Yes I know, your least-favorite idea goes here. But seriously, someone must have come up with the concept before. Like a bad get-rich-quick scheme could fall into this category, where joining the scheme makes people lose money and become more desperate, so they become more likely to do desperate things like invest more in the scheme. But it can apply to a number of other bad ideas.
That’s the “sunk cost fallacy”
Sunk cost fallacy is definitely a subtype, but I’m going for I guess the more general concept of an idea that becomes more popular the worse it does
I don’t think it is a subcategory I think it’s the term you’re looking for.

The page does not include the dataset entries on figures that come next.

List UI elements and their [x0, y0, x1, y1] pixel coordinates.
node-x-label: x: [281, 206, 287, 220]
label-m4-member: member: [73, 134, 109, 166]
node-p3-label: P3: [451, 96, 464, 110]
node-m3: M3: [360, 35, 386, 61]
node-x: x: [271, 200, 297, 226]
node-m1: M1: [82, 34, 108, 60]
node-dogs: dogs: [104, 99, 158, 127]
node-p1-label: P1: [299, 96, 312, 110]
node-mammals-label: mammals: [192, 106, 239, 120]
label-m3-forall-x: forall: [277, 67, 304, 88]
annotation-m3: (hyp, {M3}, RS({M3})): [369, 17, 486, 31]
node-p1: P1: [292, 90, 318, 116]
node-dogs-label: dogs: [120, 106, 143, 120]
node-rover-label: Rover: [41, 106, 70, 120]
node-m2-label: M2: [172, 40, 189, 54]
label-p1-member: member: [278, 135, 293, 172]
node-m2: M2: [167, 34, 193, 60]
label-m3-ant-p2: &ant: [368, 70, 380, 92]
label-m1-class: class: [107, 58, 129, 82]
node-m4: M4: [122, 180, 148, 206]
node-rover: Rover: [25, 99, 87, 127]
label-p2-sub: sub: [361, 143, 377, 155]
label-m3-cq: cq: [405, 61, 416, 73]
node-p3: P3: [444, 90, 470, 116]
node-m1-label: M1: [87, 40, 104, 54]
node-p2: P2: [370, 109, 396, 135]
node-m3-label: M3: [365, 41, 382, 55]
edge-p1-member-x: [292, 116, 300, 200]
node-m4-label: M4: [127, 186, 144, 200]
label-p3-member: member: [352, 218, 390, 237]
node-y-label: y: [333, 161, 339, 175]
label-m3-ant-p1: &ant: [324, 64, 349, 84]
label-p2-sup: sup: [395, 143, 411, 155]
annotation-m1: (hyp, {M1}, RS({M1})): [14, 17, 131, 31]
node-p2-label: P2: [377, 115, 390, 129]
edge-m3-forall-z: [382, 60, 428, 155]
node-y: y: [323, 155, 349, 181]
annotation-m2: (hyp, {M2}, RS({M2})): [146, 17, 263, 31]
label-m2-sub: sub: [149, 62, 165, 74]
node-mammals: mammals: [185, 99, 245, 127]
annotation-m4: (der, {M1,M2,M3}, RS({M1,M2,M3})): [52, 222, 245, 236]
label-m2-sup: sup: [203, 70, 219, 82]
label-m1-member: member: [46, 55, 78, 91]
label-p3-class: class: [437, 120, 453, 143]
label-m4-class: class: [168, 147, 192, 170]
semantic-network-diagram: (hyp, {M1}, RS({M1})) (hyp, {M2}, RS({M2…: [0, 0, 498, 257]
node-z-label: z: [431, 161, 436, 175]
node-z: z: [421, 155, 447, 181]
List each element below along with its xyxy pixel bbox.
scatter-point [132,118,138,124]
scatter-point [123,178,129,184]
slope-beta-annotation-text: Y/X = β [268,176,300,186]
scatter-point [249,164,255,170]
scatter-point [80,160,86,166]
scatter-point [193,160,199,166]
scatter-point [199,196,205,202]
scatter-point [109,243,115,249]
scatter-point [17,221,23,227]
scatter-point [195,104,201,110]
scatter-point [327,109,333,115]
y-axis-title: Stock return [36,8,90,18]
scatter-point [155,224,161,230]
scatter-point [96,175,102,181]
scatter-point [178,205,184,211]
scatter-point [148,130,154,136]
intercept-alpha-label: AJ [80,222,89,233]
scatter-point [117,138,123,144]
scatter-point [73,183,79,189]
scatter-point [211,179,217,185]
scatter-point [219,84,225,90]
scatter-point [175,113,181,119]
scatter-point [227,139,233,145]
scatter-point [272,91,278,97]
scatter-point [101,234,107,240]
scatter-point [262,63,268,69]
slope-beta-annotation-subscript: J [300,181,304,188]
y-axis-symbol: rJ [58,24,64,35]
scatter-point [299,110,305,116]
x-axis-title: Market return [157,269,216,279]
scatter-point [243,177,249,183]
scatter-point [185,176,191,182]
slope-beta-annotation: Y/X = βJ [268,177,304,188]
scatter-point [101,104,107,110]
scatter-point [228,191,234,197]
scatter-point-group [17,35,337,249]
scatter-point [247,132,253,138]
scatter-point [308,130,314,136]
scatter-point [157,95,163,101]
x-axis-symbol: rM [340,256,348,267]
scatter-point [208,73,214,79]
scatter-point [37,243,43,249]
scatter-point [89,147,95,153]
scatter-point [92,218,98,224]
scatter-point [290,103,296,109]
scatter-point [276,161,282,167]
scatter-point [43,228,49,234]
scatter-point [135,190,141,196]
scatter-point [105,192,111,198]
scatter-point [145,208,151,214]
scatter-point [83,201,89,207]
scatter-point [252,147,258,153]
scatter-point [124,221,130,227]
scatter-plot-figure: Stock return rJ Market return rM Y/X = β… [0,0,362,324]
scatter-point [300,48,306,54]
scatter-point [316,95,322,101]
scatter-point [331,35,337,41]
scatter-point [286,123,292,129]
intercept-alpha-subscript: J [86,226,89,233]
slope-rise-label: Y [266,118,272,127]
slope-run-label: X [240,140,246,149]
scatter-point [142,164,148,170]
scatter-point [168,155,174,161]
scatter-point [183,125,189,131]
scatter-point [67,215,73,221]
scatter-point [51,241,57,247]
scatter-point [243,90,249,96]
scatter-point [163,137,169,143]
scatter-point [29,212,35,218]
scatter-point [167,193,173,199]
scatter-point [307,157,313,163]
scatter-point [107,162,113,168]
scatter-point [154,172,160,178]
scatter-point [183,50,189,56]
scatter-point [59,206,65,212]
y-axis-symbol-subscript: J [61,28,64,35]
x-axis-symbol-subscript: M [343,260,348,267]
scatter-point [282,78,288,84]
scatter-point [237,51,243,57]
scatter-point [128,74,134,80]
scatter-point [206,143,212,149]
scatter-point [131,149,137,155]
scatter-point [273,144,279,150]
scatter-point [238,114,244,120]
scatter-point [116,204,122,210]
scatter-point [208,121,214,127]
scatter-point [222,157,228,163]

The actual phrase has its origins in a financial sense but the way it’s used nowadays is much more broad. You can invest time, money, emotion, identity etc and it’s still the “sunk cost fallacy” if it keeps failing and you keep going.
Sunk cost fallacy is when you use previous expenditures to justify new expenditures so as not to “waste” the previous expenditure. It doesn’t imply the idea gets more popular like op is looking for.
*waste
Sorry for being pedantic. Could’ve just been your autocorrect or not your first language lol no offense meant.
Sunk cost fallacy?
I don’t know if the ‘wanting is better than having’ trope is the best fit but it’s a decent fit and kind of caters to the social aspect of what you’re describing. You know, some shiny trendy new thing and everyone’s chasing after it and as people get it they’re sorely disappointed, but it doesn’t dissuade others one bit (sometimes the reaction from the initial acquirers causes even more appeal to those who don’t have it) , until everyone is all disappointed. And then the moral of the story plays out in the resolution
Conservativism.
“Streisand effect” comes to mind, but like “sunk cost fallacy” it’s just an example of something “becoming more popular the more it fails.”